◆ **Exercise brief**
Only one stretch of the listing below is wanted. Begin at the line that has "Image resolution: width=183", stop after the line that has "This screenshot has width=868, height=471.", and repeat every line in between exactly.

◆ **Given records**
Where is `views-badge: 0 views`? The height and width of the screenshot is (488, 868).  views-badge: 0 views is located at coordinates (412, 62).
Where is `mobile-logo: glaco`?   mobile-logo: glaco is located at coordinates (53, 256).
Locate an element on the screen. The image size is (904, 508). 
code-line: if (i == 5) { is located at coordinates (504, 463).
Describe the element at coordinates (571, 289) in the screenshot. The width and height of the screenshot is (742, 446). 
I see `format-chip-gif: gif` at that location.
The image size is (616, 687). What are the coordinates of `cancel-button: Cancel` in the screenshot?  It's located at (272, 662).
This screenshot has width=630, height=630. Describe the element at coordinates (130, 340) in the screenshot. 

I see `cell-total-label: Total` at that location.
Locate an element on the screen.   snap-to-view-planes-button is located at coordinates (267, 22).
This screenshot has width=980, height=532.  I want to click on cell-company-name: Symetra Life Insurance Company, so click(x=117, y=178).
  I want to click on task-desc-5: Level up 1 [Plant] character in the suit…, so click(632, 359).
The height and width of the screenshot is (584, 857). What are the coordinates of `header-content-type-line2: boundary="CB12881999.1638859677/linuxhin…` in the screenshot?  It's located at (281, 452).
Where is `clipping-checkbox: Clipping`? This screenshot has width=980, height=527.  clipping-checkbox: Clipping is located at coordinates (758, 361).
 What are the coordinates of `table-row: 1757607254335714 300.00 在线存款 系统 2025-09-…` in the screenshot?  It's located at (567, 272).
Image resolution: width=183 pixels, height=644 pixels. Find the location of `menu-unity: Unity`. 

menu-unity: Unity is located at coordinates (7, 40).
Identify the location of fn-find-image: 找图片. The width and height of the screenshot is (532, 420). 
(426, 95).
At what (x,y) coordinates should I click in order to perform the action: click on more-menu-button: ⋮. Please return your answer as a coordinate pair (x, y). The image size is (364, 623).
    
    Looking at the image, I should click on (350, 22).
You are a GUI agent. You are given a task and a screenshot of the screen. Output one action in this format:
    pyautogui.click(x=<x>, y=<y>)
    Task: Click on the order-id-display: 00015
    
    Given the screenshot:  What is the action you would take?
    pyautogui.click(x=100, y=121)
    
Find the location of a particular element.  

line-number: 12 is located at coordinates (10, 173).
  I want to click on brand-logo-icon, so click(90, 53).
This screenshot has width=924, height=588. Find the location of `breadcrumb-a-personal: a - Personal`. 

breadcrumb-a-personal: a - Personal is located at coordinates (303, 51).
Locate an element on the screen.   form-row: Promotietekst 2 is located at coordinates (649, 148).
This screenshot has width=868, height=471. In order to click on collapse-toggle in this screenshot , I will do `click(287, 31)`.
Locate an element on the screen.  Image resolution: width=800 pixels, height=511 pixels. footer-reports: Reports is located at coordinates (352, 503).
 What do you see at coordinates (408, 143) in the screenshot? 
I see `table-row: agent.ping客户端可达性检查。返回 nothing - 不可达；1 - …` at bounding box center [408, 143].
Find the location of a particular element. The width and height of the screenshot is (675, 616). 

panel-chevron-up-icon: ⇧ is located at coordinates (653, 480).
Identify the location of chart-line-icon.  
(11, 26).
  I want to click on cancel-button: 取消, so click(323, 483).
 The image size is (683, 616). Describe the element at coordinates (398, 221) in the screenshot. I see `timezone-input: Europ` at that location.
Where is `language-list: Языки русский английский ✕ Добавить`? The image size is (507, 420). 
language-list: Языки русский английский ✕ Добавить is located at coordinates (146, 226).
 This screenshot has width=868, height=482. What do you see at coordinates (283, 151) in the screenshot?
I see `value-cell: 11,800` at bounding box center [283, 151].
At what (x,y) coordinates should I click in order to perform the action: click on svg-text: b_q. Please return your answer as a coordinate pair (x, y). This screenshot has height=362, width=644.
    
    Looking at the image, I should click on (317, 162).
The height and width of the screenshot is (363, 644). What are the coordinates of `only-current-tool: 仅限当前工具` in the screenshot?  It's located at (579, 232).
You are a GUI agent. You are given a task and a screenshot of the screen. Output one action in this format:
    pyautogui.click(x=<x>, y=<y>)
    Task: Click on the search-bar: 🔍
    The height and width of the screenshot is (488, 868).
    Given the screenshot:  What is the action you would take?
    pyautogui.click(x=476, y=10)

◆ **Task result**
Image resolution: width=183 pixels, height=644 pixels. Find the location of `menu-unity: Unity`. 

menu-unity: Unity is located at coordinates (7, 40).
Identify the location of fn-find-image: 找图片. The width and height of the screenshot is (532, 420). 
(426, 95).
At what (x,y) coordinates should I click in order to perform the action: click on more-menu-button: ⋮. Please return your answer as a coordinate pair (x, y). The image size is (364, 623).
    
    Looking at the image, I should click on (350, 22).
You are a GUI agent. You are given a task and a screenshot of the screen. Output one action in this format:
    pyautogui.click(x=<x>, y=<y>)
    Task: Click on the order-id-display: 00015
    
    Given the screenshot:  What is the action you would take?
    pyautogui.click(x=100, y=121)
    
Find the location of a particular element.  

line-number: 12 is located at coordinates (10, 173).
  I want to click on brand-logo-icon, so click(90, 53).
This screenshot has width=924, height=588. Find the location of `breadcrumb-a-personal: a - Personal`. 

breadcrumb-a-personal: a - Personal is located at coordinates (303, 51).
Locate an element on the screen.   form-row: Promotietekst 2 is located at coordinates (649, 148).
This screenshot has width=868, height=471. In order to click on collapse-toggle in this screenshot , I will do `click(287, 31)`.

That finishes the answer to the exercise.